Guy Edward Barham Walters is an English author, novelist, historian, academic and journalist.

Background

Walters was born in Kensington, London. A descendant of Richard Harris Barham and Edward Augustus Bond, he was educated at Cheam School, Eton College, Westfield College, University of London (now part of Queen Mary, University of London), and is studying for a Doctor of Philosophy in history at Newcastle University.

Education

Eton College; Westfield College.

Career

His thesis is on the postwar activities of Werner Naumann. From 1992 to 2000 he worked at The Times. His first book, The Traitor, was published in 2002, and concerns the British Free Corps, a British unit of the Waffen-Steamship The Leader (2003) is set in a Britain ruled by Oswald Mosley as a Fascist dictator.

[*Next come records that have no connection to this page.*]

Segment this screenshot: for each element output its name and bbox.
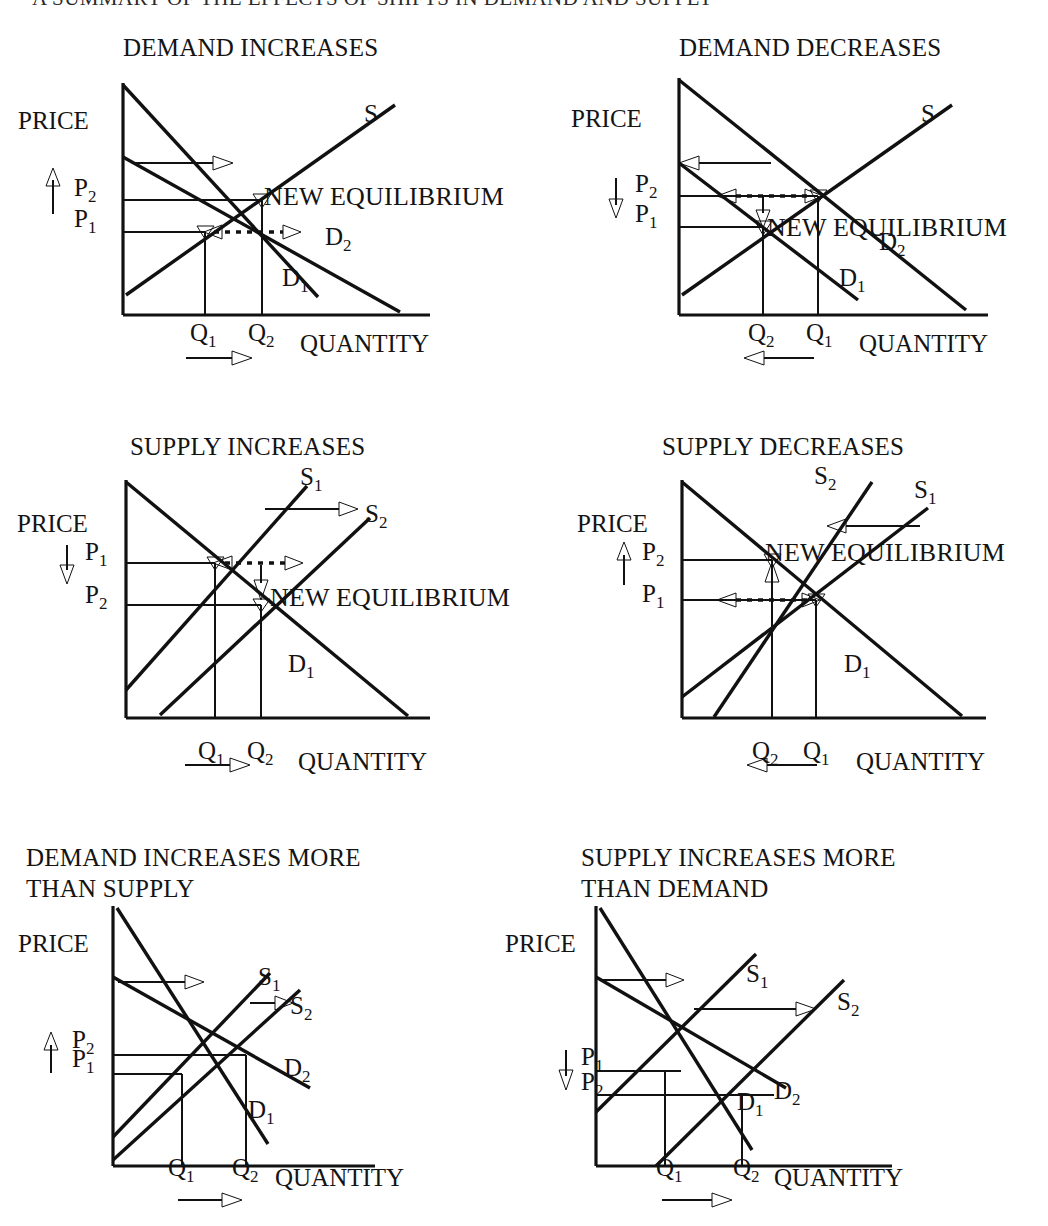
demand-shift-arrowhead <box>185 975 204 989</box>
curve-d1 <box>123 85 318 297</box>
plot-area <box>0 0 524 400</box>
chart-supply-increases: SUPPLY INCREASES PRICE QUANTITY P1 P2 Q1… <box>0 420 524 820</box>
supply-shift-arrowhead <box>339 502 358 516</box>
quantity-direction-arrowhead <box>747 758 767 772</box>
curve-s1 <box>126 486 307 690</box>
quantity-direction-arrowhead <box>222 1193 242 1207</box>
demand-shift-arrowhead <box>213 156 233 170</box>
dotted-arrowhead-right <box>283 225 301 239</box>
quantity-direction-arrowhead <box>712 1193 732 1207</box>
plot-area <box>0 830 524 1226</box>
curve-s1 <box>682 508 928 697</box>
plot-area <box>0 420 524 820</box>
plot-area <box>524 830 1048 1226</box>
quantity-direction-arrowhead <box>744 351 764 365</box>
chart-demand-increases-more-than-supply: DEMAND INCREASES MORE THAN SUPPLY PRICE … <box>0 830 524 1226</box>
plot-area <box>524 420 1048 820</box>
chart-demand-decreases: DEMAND DECREASES PRICE QUANTITY P2 P1 Q2… <box>524 0 1048 400</box>
chart-supply-increases-more-than-demand: SUPPLY INCREASES MORE THAN DEMAND PRICE … <box>524 830 1048 1226</box>
chart-demand-increases: DEMAND INCREASES PRICE QUANTITY P2 P1 Q1… <box>0 0 524 400</box>
chart-supply-decreases: SUPPLY DECREASES PRICE QUANTITY P2 P1 Q2… <box>524 420 1048 820</box>
plot-area <box>524 0 1048 400</box>
demand-shift-arrowhead <box>679 156 699 170</box>
curve-d1 <box>600 908 752 1150</box>
dotted-arrowhead-right <box>285 556 303 570</box>
quantity-direction-arrowhead <box>230 758 250 772</box>
curve-s2 <box>656 980 844 1166</box>
curve-s1 <box>596 954 756 1112</box>
demand-shift-arrowhead <box>666 973 684 987</box>
quantity-direction-arrowhead <box>232 351 252 365</box>
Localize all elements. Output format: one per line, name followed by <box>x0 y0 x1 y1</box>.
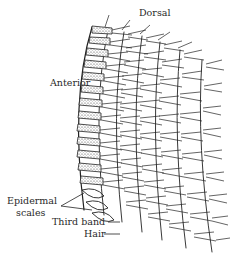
scale-diagram: Dorsal Anterior Epidermal scales Third b… <box>0 0 242 255</box>
label-hair: Hair <box>84 229 106 239</box>
label-third-band: Third band <box>52 217 105 227</box>
label-anterior: Anterior <box>50 78 90 88</box>
stippled-scales <box>77 26 112 185</box>
label-dorsal: Dorsal <box>139 8 170 18</box>
label-epidermal: Epidermal <box>7 196 57 206</box>
hairs <box>100 15 230 241</box>
label-scales: scales <box>16 208 45 218</box>
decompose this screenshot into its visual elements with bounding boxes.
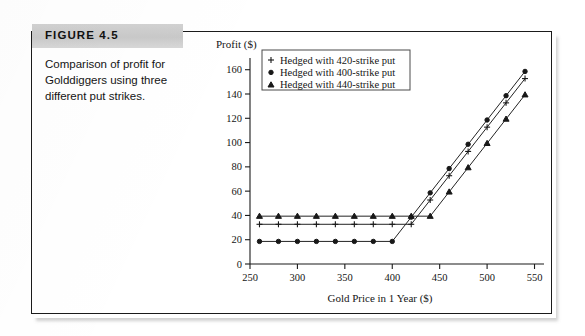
series-line-path <box>259 95 525 216</box>
chart-area: Profit ($) Gold Price in 1 Year ($) 0204… <box>210 34 550 312</box>
legend-item: Hedged with 400-strike put <box>269 67 395 78</box>
x-tick-group: 250300350400450500550 <box>242 264 542 283</box>
x-tick-label: 500 <box>479 272 495 283</box>
figure-number-label: FIGURE 4.5 <box>45 29 119 41</box>
figure-caption-text: Comparison of profit for Golddiggers usi… <box>45 56 185 104</box>
profit-chart: Profit ($) Gold Price in 1 Year ($) 0204… <box>210 34 550 312</box>
series-marker-dot <box>466 142 470 146</box>
y-axis-title: Profit ($) <box>216 38 257 51</box>
series-marker-plus <box>389 221 395 227</box>
series-marker-dot <box>257 239 261 243</box>
y-tick-group: 020406080100120140160 <box>226 64 250 269</box>
y-tick-label: 0 <box>237 259 242 270</box>
series-marker-dot <box>390 239 394 243</box>
series-3 <box>256 92 528 219</box>
legend-item-label: Hedged with 440-strike put <box>280 79 395 90</box>
y-tick-label: 120 <box>226 113 242 124</box>
series-marker-dot <box>523 69 527 73</box>
y-tick-label: 160 <box>226 64 242 75</box>
series-marker-plus <box>294 221 300 227</box>
series-marker-dot <box>371 239 375 243</box>
series-marker-dot <box>333 239 337 243</box>
series-marker-plus <box>351 221 357 227</box>
legend-item-label: Hedged with 420-strike put <box>280 55 395 66</box>
x-tick-label: 300 <box>290 272 306 283</box>
x-tick-label: 450 <box>432 272 448 283</box>
series-marker-dot <box>504 94 508 98</box>
legend-item-label: Hedged with 400-strike put <box>280 67 395 78</box>
series-line-path <box>259 79 525 225</box>
series-marker-plus <box>275 221 281 227</box>
series-group <box>256 69 528 243</box>
y-tick-label: 140 <box>226 89 242 100</box>
x-axis-title: Gold Price in 1 Year ($) <box>327 292 432 305</box>
series-marker-dot <box>276 239 280 243</box>
y-tick-label: 40 <box>232 210 243 221</box>
series-marker-plus <box>313 221 319 227</box>
series-marker-dot <box>485 118 489 122</box>
series-marker-plus <box>332 221 338 227</box>
series-marker-triangle <box>522 92 528 97</box>
series-marker-dot <box>447 166 451 170</box>
series-marker-plus <box>256 221 262 227</box>
legend-item: Hedged with 440-strike put <box>268 79 395 90</box>
series-marker-dot <box>295 239 299 243</box>
x-tick-label: 550 <box>527 272 543 283</box>
y-tick-label: 100 <box>226 137 242 148</box>
series-marker-dot <box>352 239 356 243</box>
x-tick-label: 350 <box>337 272 353 283</box>
y-tick-label: 20 <box>232 234 243 245</box>
x-tick-label: 250 <box>242 272 258 283</box>
series-marker-dot <box>314 239 318 243</box>
series-1 <box>256 76 528 228</box>
y-tick-label: 80 <box>232 161 243 172</box>
legend-item: Hedged with 420-strike put <box>268 55 395 66</box>
x-tick-label: 400 <box>384 272 400 283</box>
series-marker-plus <box>370 221 376 227</box>
y-tick-label: 60 <box>232 186 243 197</box>
series-marker-dot <box>269 70 273 74</box>
series-marker-dot <box>428 191 432 195</box>
chart-legend: Hedged with 420-strike putHedged with 40… <box>262 50 410 90</box>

The Occupation (2004) takes place during the German occupation of the Channel Islands.

The Colditz Legacy (2005) is set in Colditz Castle during the war and the 1970s. With James Owen, he edited The Voice of War in 2004, a collection of Second World War memoirs.

In 2009, Walters published Hunting Evil, a history of how the Nazi war criminals escaped after the war, and how they were brought to justice. "Frustrated at the enormous amount of junk history around, Guy sees it as his personal mission to wage war on ignorance and misconceptions about the past".

He was scathing about the Hitler Conspiracy book and film Grey Wolf describing it as "2,000 per cent rubbish".

Writing in the Daily Mail Walters has raised questions regarding the veracity of Denis Avey"s claims to have smuggled himself into Auschwitz and about fraudulent Holocaust memoirs generally, and has questioned the level of acclaim given to Mary Seacole. He has written for The Telegraph, Daily Mail, and New Statesman. In June 2013, he accepted the position of Lecturer in Modern British History at the New College of the Humanities in London.

Achievements

  • In 2006 he published Berlin Games, a history of the 1936 Berlin Olympics, which was shortlisted for the 2006 William Hill Sports Book of the Year and the 2007 Outstanding Book of the Year by the North American Society for the Sociology of Sport.